About

OGRe is a component of a larger project called OpenFusion that aims to gather crowdsourced data and produce useful visualizations from it.

OpenFusion

Development began for a “Geotagged Sensor Fusion” idea in late 2013 as a Senior Design project at the University of California at Santa Cruz with sponsorship from Lawrence Livermore National Laboratory. There are currently 4 components to the project including a mobile data logger, a web application, a retriever, and a visualizer. Some examples of questions this project tries to answer are listed below.
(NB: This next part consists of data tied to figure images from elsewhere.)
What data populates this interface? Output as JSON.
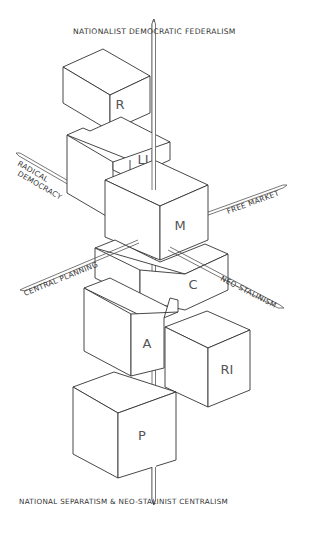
{
  "diagram": {
    "title_top": "Nationalist Democratic Federalism",
    "title_bottom": "National Separatism & Neo-Stalinist Centralism",
    "axes": {
      "vertical_top": "Nationalist Democratic Federalism",
      "vertical_bottom": "National Separatism & Neo-Stalinist Centralism",
      "upper_left": "Radical Democracy",
      "upper_left_line1": "Radical",
      "upper_left_line2": "Democracy",
      "right": "Free Market",
      "lower_left": "Central Planning",
      "lower_right": "Neo-Stalinism"
    },
    "cubes": [
      {
        "id": "R",
        "label": "R"
      },
      {
        "id": "LI",
        "label": "LI"
      },
      {
        "id": "M",
        "label": "M"
      },
      {
        "id": "C",
        "label": "C"
      },
      {
        "id": "A",
        "label": "A"
      },
      {
        "id": "RI",
        "label": "RI"
      },
      {
        "id": "P",
        "label": "P"
      }
    ],
    "colors": {
      "line": "#333333",
      "text": "#333333",
      "background": "#ffffff"
    }
  }
}
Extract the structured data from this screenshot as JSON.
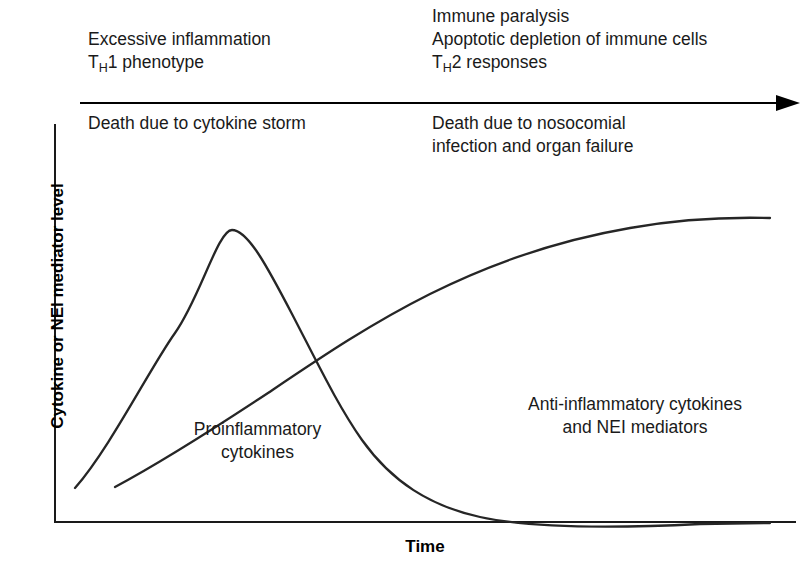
{
  "phases": {
    "early": {
      "top_lines": [
        "Excessive inflammation",
        "T|H|1 phenotype"
      ],
      "outcome_lines": [
        "Death due to cytokine storm"
      ]
    },
    "late": {
      "top_lines": [
        "Immune paralysis",
        "Apoptotic depletion of immune cells",
        "T|H|2 responses"
      ],
      "outcome_lines": [
        "Death due to nosocomial",
        "infection and organ failure"
      ]
    }
  },
  "axes": {
    "y_title": "Cytokine or NEI mediator level",
    "x_title": "Time"
  },
  "curve_labels": {
    "proinflammatory": [
      "Proinflammatory",
      "cytokines"
    ],
    "antiinflammatory": [
      "Anti-inflammatory cytokines",
      "and NEI mediators"
    ]
  },
  "colors": {
    "curve": "#262626",
    "axis": "#1a1a1a",
    "arrow": "#000000",
    "text": "#1a1a1a",
    "background": "#ffffff"
  },
  "chart_data": {
    "type": "line",
    "title": "",
    "xlabel": "Time",
    "ylabel": "Cytokine or NEI mediator level",
    "xlim": [
      0,
      100
    ],
    "ylim": [
      0,
      100
    ],
    "grid": false,
    "legend": "inline-annotations",
    "axis_ticks": {
      "x": [],
      "y": []
    },
    "annotations": [
      {
        "text": "Proinflammatory cytokines",
        "x": 25,
        "y": 40
      },
      {
        "text": "Anti-inflammatory cytokines and NEI mediators",
        "x": 70,
        "y": 53
      }
    ],
    "series": [
      {
        "name": "Proinflammatory cytokines",
        "x": [
          3,
          8,
          14,
          20,
          24,
          30,
          36,
          40,
          46,
          52,
          58,
          64,
          70,
          76,
          82,
          88,
          94,
          98
        ],
        "y": [
          9,
          40,
          69,
          82,
          81,
          73,
          60,
          52,
          40,
          29,
          21,
          15,
          11,
          8,
          7,
          6,
          6,
          6
        ]
      },
      {
        "name": "Anti-inflammatory cytokines and NEI mediators",
        "x": [
          8,
          14,
          20,
          26,
          32,
          38,
          44,
          50,
          56,
          62,
          68,
          74,
          80,
          86,
          92,
          98
        ],
        "y": [
          9,
          17,
          25,
          34,
          42,
          50,
          57,
          63,
          69,
          74,
          78,
          81,
          83,
          85,
          86,
          87
        ]
      }
    ],
    "crossover": {
      "x": 41,
      "y": 49,
      "note": "Curves intersect; proinflammatory declines while anti-inflammatory rises"
    }
  }
}
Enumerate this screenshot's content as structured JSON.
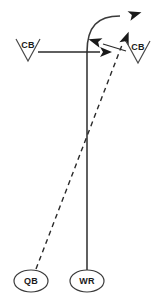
{
  "diagram": {
    "type": "play-diagram",
    "colors": {
      "route": "#3a3a3a",
      "pass": "#2a2a2a",
      "defender": "#4a4a4a",
      "text": "#1a1a1a",
      "background": "#ffffff"
    }
  },
  "players": {
    "qb": {
      "label": "QB",
      "shape": "oval",
      "cx": 31,
      "cy": 281,
      "rx": 17,
      "ry": 11
    },
    "wr": {
      "label": "WR",
      "shape": "oval",
      "cx": 87,
      "cy": 281,
      "rx": 17,
      "ry": 11
    }
  },
  "defenders": [
    {
      "label": "CB",
      "shape": "v-marker",
      "id": "cb-left",
      "x": 16,
      "y": 39,
      "width": 24,
      "height": 22
    },
    {
      "label": "CB",
      "shape": "v-marker",
      "id": "cb-right",
      "x": 126,
      "y": 41,
      "width": 24,
      "height": 22
    }
  ],
  "routes": {
    "wr_route": {
      "name": "curl-hook",
      "style": "solid",
      "path": "M 87 270 L 87 52 C 87 26 98 16 120 16"
    },
    "pass_trajectory": {
      "name": "pass",
      "style": "dashed",
      "path": "M 36 269 L 122 45"
    },
    "defender_move": {
      "name": "cb-break",
      "style": "solid",
      "path": "M 126 51 L 103 44"
    },
    "cb_press": {
      "name": "cb-horizontal",
      "style": "solid",
      "path": "M 38 52 L 100 52"
    }
  },
  "arrows": [
    {
      "name": "route-end-arrow",
      "x": 129,
      "y": 16,
      "angle": -17
    },
    {
      "name": "pass-end-arrow",
      "x": 123,
      "y": 43,
      "angle": -68
    },
    {
      "name": "defender-break-arrow",
      "x": 100,
      "y": 43,
      "angle": 197
    },
    {
      "name": "press-end-arrow",
      "x": 102,
      "y": 52,
      "angle": 0
    }
  ]
}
  • What images were posted in Times Square when the temperature was 50 degrees?
  • What was posted within 1 kilometer of any Tweet mentioning Barack Obama?
  • What posts mentioning the Super Bowl were created within 5 minutes of a humidity measurement of 50%?

Mobile Data Logger

The mobile data collection suite consists of a series of sensors and a mobile application. In addition to utilizing sensors common in mobile devices (i.e. the camera, microphone, and GPS receiver), students developed a pluggable device with onboard sensors. The external sensors connect to via a 3.5mm headset jack and relay measurements using a microcontroller. Gathered data then gets transmitted to the OpenFusion web application.

Note

Currently, only the iPhone 4S and 5S are officially supported.

Web Application

Mobile devices upload geotagged data to the web application where it is stored in a database for later retrieval. OpenFusion coordinates programmatic uploads and downloads through a public REST API. Users may access a deployment of the web application online using their favorite browser. There, they can query the database of measurements and use it to create fusions with data from other sources.

Retriever

The web application uses a retriever called OGRe to collect relevant data from public sources such as Twitter. It merges the results with gathered data and writes the combined set to a GeoJSON file that gets handed off to the visualizer.

Visualizer

After a query is run, a client-side visualizer called Vizit fetches data from the web application via AJAX and plots it on a map or timeline. Vizit is capable of rendering any GeoJSON file, and it supports a number of special properties to affect the resulting visualization.